The message of Tim Wu’s The Attention Merchants is that we should more carefully consider what we get in return when we let companies sell our eyeballs to advertisers. In fact most we don’t consider it at all. If I’ve failed to turn off Twitter or my mail app while working, inevitably, barely thinking about it, I click away from the task at hand to quickly check my inbox or Twitter feed. I’m lured away from productive work by something that is literally optimized to capture my attention.
In the case of Twitter, as all of us these days are aware, the salable product isn’t the app, it’s your attention. Twitter, Facebook, Google, LinkedIn, Instagram, are nominally free because these companies are what Tim Wu calls attention merchants, capturing your mental space and selling it to advertisers. In exchange, we get pretty good free email, a way to stay in touch with old high school friends, and a chance to argue politics with idiotic strangers who we’ll never meet in real life.
The attention merchant model isn’t new – Wu traces it back to the first tabloids in New York, which sold their papers below cost, hoping to make money through advertisers. To make this business model work, tabloids like the New York Sun were the Buzzfeeds of their day, trafficking in the 19th century equivalent of clickbait.
In the case of Gmail or Facebook, yeah, we know they’re selling our data, but we think the trade is worth it. The same is true with broadcast TV: the Superbowl is free to watch, and in exchange, we sit through some high-budget, clever ads. What’s not to like about this deal?
Wu argues however that we’re selling ourselves too cheaply. Without blinking an eye, we let advertisers vie for our attention in our most personal and protected spaces: our homes, our bedrooms, our schools. At one time, as Wu documents, the idea that one would let a stranger pitch a sale to the family sitting around the dinner table was outrageous. No longer, as we eat in front of our TV’s and phones.

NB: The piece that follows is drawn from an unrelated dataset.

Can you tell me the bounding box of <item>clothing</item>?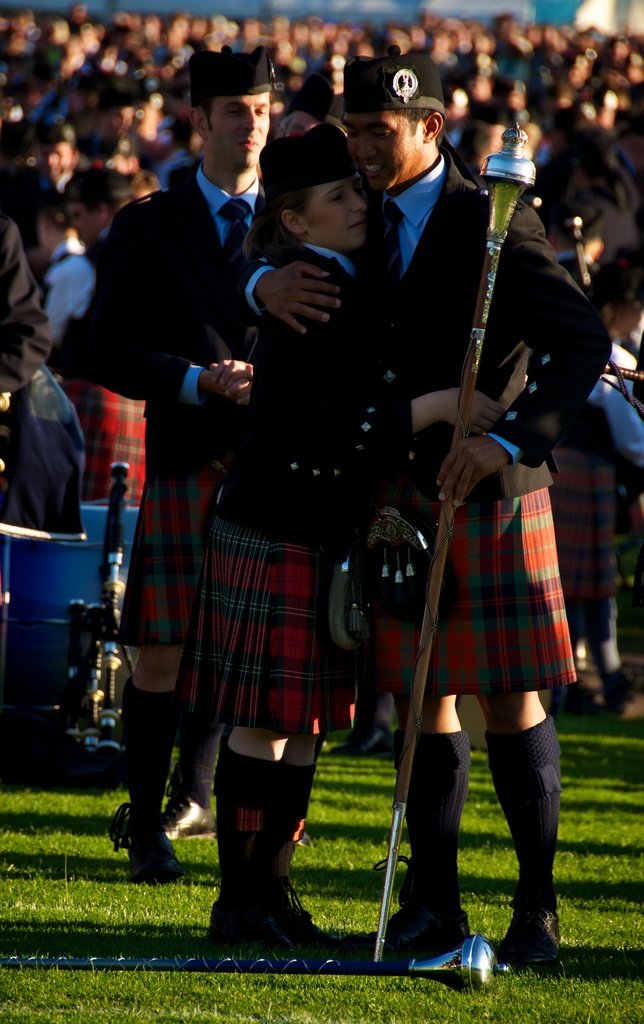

Not only have the attention merchants completely invaded every last corner of our personal space, but their business imperatives have also distorted the content we get. We think we get a great app or great TV shows in exchange for looking at a few ads. Wu shows however, we put up with content that is not driven by the creative talents of directors, screenwriters, performers, journalists, or editors, but rather by the talents of those whose business is to commoditize human attention – and the content sucks as a result. As examples, Wu cites the rigged quiz show craze of the late 1950’s, or the crappy reality TV of the aughts. (Interestingly, Wu argues that we’re getting great television now, thanks to companies like Netflix that, rather than selling attention, sell subscriptions.) One could also cite the deluge of completely fabricated news stories during this past election.
One question that Wu didn’t seem to me to have a good answer to is, what’s the alternative? Take journalism for example, perhaps the most important locus of tension between the attention merchant business model and the critical societal need for content that does not actively mislead or exploit readers or viewers. Few newspapers these days can survive on subscriptions – so how do they stay afloat without selling out their readers? Cable news has clearly gone all-in on the attention merchant model, pursuing sensational but trivial stories to keep viewers glued to the screen.

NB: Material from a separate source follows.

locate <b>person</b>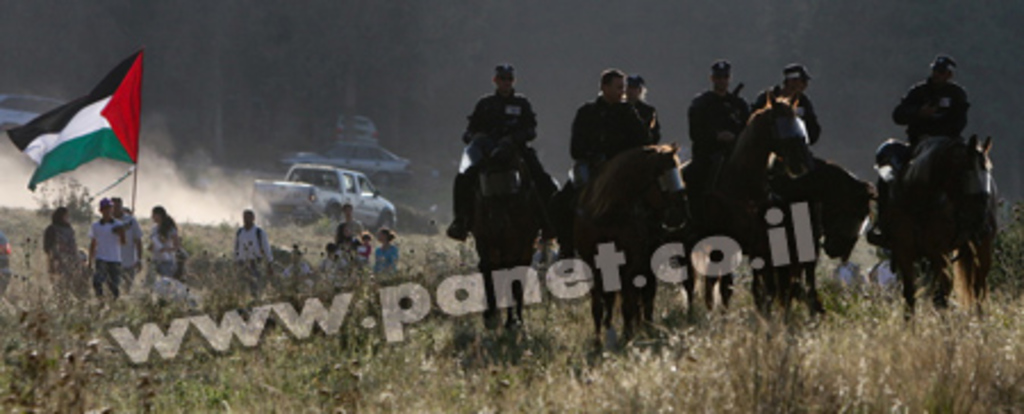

I got bogged down in a few places in this book – Wu’s critiques of specific social media apps is very detailed – but, overall, Wu gives the reader a deeply engaging history of attention merchants and advertising. He ties together the first tabloids, the original snake oil salesman, and the tortured history of AOL.
I don’t think I’m as pessimistic as he is, but we absolutely should take seriously his call for a “human reclamation project”, creating protected zones in our lives “for our own consciousness and mental space.” While we unquestionably benefit from many of the “free” things we get from attention merchants, we’ve failed to adequately reckon with the consequences to human civilization of the commodification of our mental space. “What are the costs to a society of an entire popluation conditioned to spend so much of their waking lives not in concentration and focus but rather in fragmentary awareness and subject to constant interruption?” Wu asks.
Seeing how we’ve just come through an election dominated to an unprecedented degree by fake news, propaganda, and other ridiculous distractions from the very high stakes that were on the ballot, we’re about to learn the answer.
You can hear Tim Wu talk about this and more on the Ezra Klein show, where I first heard about this book. And yes there are ads on this blog, but I guarantee you they’re well worth the content you get here.